Originally Posted by ehorn Might make a catchy title for a new thread...  |
So the idea is that if you folks say it enough times the masses will start to believe it?
Looking at Thursday's price action with volume data one could more easily conclude that volume follows price. For example, when price finally broke below the line in which it traded for most of the day, volume increased. Volume was timid and indecisive until price signaled its direction out of the line.
After all, are we to believe that bulk of the volume trade during the 15:25 EDT bar (based on Ninjatrader's time stamp) occurred prior to the price break, and price dropped in response to that increase in volume? Or did price break, and volume swelled as price continued to move down from the now broken support?
In the end, the real question is how do you trade it? See my charts attached here: If I were not already in a short position, I would have traded that break with a sell stop at 896 and a stop loss at 899.25. I would have had a profit target somewhere just above 891.25 support. Anyone, including my nine year old daughter, can
look at the chart,
read my explanation as to how I would have traded that break, and
duplicate it in the future. This is emphatically
not the case with the contributions made by you and your friends to this thread.
I've attached my charts - one with volume one without. If one looks at the volume bars, it seems to me that volume follows price, and not the other way around. Volume, in addition to simple number of contracts, represents the level of activity by people. The history of the world shows that people are many followers and few leaders. People are always looking for someone or something to follow.
As I said before, anyone can put "I sold here" and "I covered here" on a dead chart 72 hours after the closing bell and look, or I should say,
try to look like a genius.
This is not to say that there cannot be usefulness in such annotations on a dead chart,
so long as explanations are clear, and all relevant and necessary information is provided.
However, yet again, here is another proponent of a view, to wit, the view that "volume leads price, always," who claims to have made a wonderfully profitable trade, selling at almost the HOD and covering at the LOD, but without any explanation of 1) why he entered, 2) at what price he entered, 3) was entry a market, limit, or stop order and why?
I do believe that it is possible to sell the HOD and buy the LOD occasionally. But to make such claims and not detail how the feat was accomplished has a bad odor to it. Many folks on July 2 no doubt sold market on open, and their doing so had nothing whatsoever to do with any thing other than that price itself was pointing to lower prices. But that is not given as the reason in your post or that of your friends. I am not even doubting you and your friends made the trade. But no one here could look at what you did and duplicate the trade in the future on the basis upon which you claim to have made it, because there has been no basis given.
I really do not believe I am being unreasonable. If you folks are for real, then why not share the minimum required for intelligent and respectful human communication?
I participate here at TL because it has always seemed, for the most part, like a forum of seriously interested folks, with very little of the guru speak and fraud that one sees over at other forums, most notoriously notable, ET. I have apparently stirred the nest and we have attracted the the attention of the minions of a few gurus who have a near cult-like following (see how many who have rushed to defend the manifesto are new to TL, and who have a mere handful or even fewer posts here). In the interest of preserving the character of TL, and hoping that this contagion maybe contained, rather than spread throughout the forum, I will no longer participate in this thread.
And I reiterate: People are always looking for someone or something to follow.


# TASK ITEM:
Repeat the listing below exactly from the line with "At what (x,y)" through its last line. Skip every picture.

▼▼▼

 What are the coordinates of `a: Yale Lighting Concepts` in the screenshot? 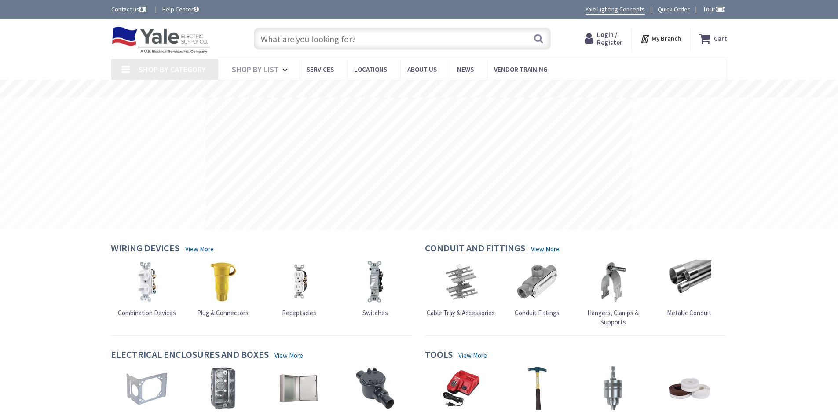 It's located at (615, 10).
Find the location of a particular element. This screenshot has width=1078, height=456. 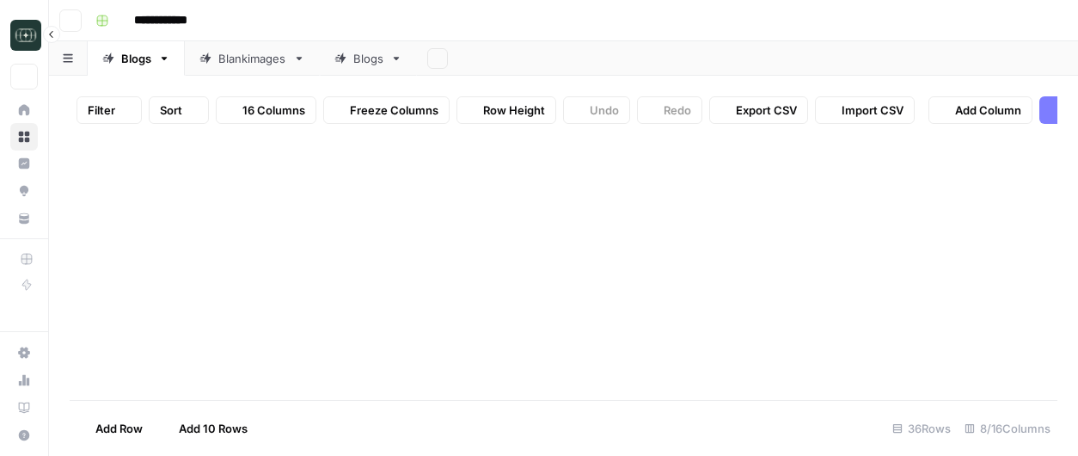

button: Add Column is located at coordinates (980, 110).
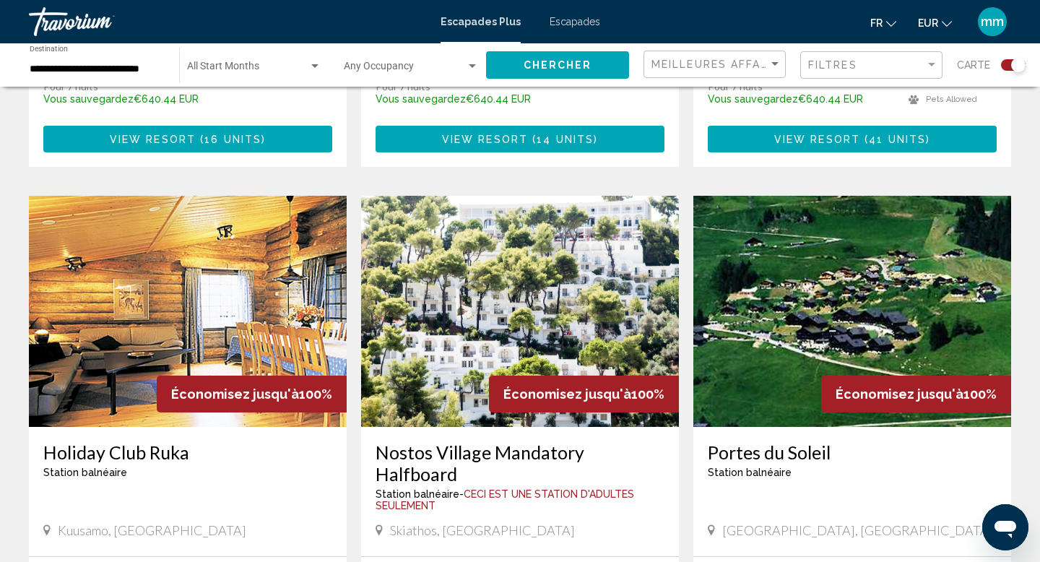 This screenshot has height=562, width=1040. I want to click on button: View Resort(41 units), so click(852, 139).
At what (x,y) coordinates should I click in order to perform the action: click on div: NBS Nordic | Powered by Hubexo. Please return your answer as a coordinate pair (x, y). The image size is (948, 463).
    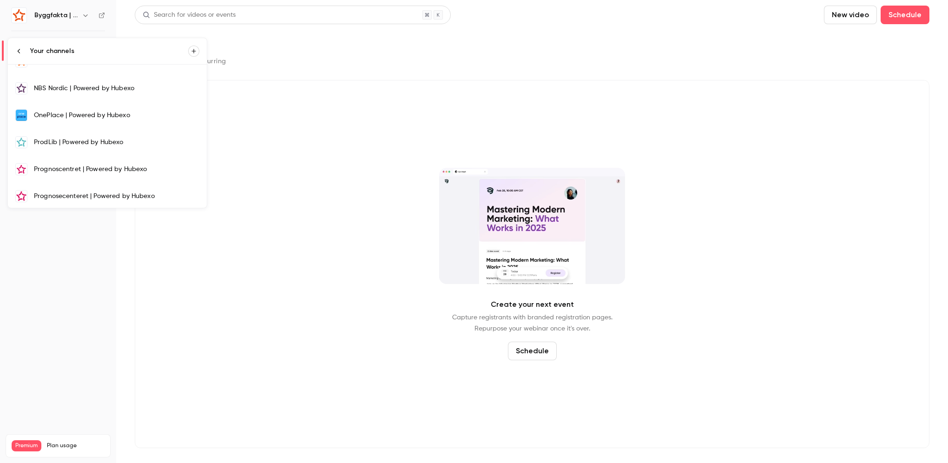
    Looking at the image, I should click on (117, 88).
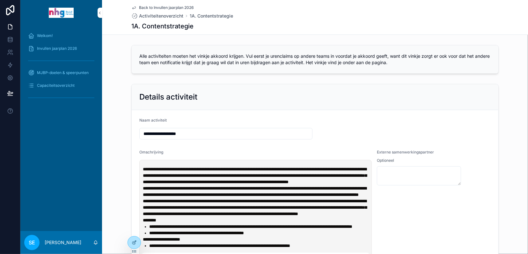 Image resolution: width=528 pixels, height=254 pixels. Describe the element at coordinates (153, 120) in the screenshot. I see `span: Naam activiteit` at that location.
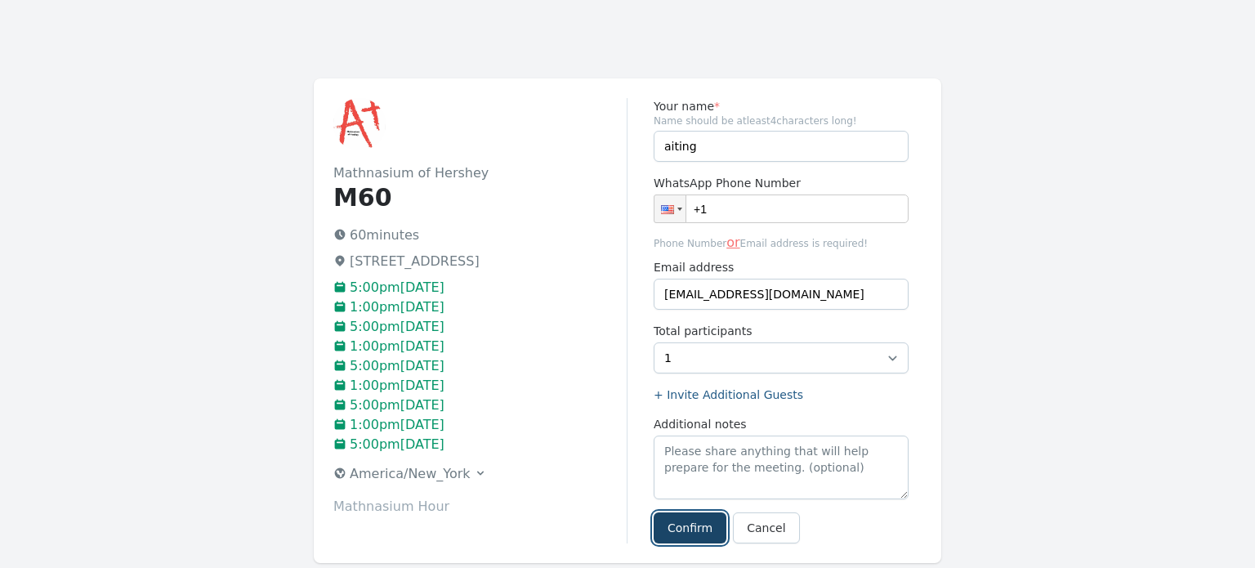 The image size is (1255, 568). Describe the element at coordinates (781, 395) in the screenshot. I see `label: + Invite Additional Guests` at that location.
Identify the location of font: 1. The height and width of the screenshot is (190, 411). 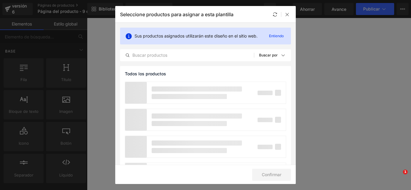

▲▲▲

# EXERCISE ANSWER:
At what (x,y) coordinates should I click in order to perform the action: click on div: NBS Nordic | Powered by Hubexo. Please return your answer as a coordinate pair (x, y). The image size is (948, 463).
    Looking at the image, I should click on (117, 88).
 Image resolution: width=528 pixels, height=254 pixels. Describe the element at coordinates (153, 120) in the screenshot. I see `span: Naam activiteit` at that location.
 The image size is (1255, 568). Describe the element at coordinates (781, 395) in the screenshot. I see `label: + Invite Additional Guests` at that location.
Identify the location of font: 1. The height and width of the screenshot is (190, 411). 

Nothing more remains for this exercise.